Date of Award

2005

Document Type

Thesis

Publisher

Edith Cowan University

Degree Name

Bachelor of Communications Honours

School

School of Communications and Media Studies

Faculty

Faculty of Education and Arts

Abstract

Recently there has been a significant shift in the way that Aboriginal people are being represented in Australian cinema. Some would argue that the social and political movements that have occurred since the 1960s through until today have had a significant effect and in turn have produced a third wave of Australian cinema.
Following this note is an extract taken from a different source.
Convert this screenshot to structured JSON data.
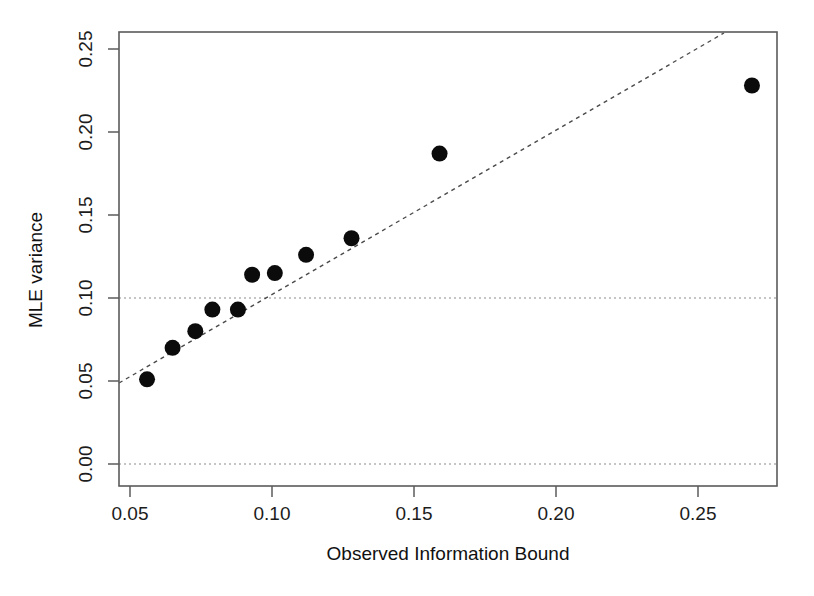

Concurrently with this process, there have been a number of Indigenous politicians, academics and filmmakers who have actively been striving to gain better resources and opportunities for Indigenous filmmakers to be able to tell their stories. A combination of these two projects has seen a shift in the representation of Aboriginal people: from representations produced by non-Aboriginal filmmakers, to representations that are developed and controlled by Aboriginal people and filmmakers. This thesis argues that through self-representation and input by Aboriginal people within films about Aboriginal people, narratives have shifted to place Aboriginal people and experiences at the centre of these stories. This shift is examined in terms of an anti-colonialist approach. This approach is one which tells Indigenous stories and reasserts the centrality of the Aboriginal experience, and is opposed to colonial and post-colonial approaches. Although anti-colonialism does not have a wide literature base, this thesis has used the work of Professor Marcia Langton and Linda Tuhiwai Smith to explore and develop further this concept. The concept of anti-colonialism has been applied to a number of Indigenous films that have been released for Australian cinema, and which have shown evidence of a discursive shift in discourses surrounding Aboriginality. I have also endeavoured to show that self-representation is vitally important to developing an anti-colonialist approach towards Aboriginality which reasserts the centrality of the Aboriginal experience. To explore the concept of anti-colonialism, this thesis examines and compares films from 1971 (Walkabout- Nicolas Roeg) to 2005 (The Proposition- John Hillcoat). The thesis explores the concepts of colonialism and post-colonialism in an effort to place the earlier films within context of their times. These films are broken down into two categories. The first category examines a selection of films starring the Indigenous actor, David Gulpilil. The second category examines three films directed by Aboriginal filmmakers- Rachel Perkins and Ivan Sen.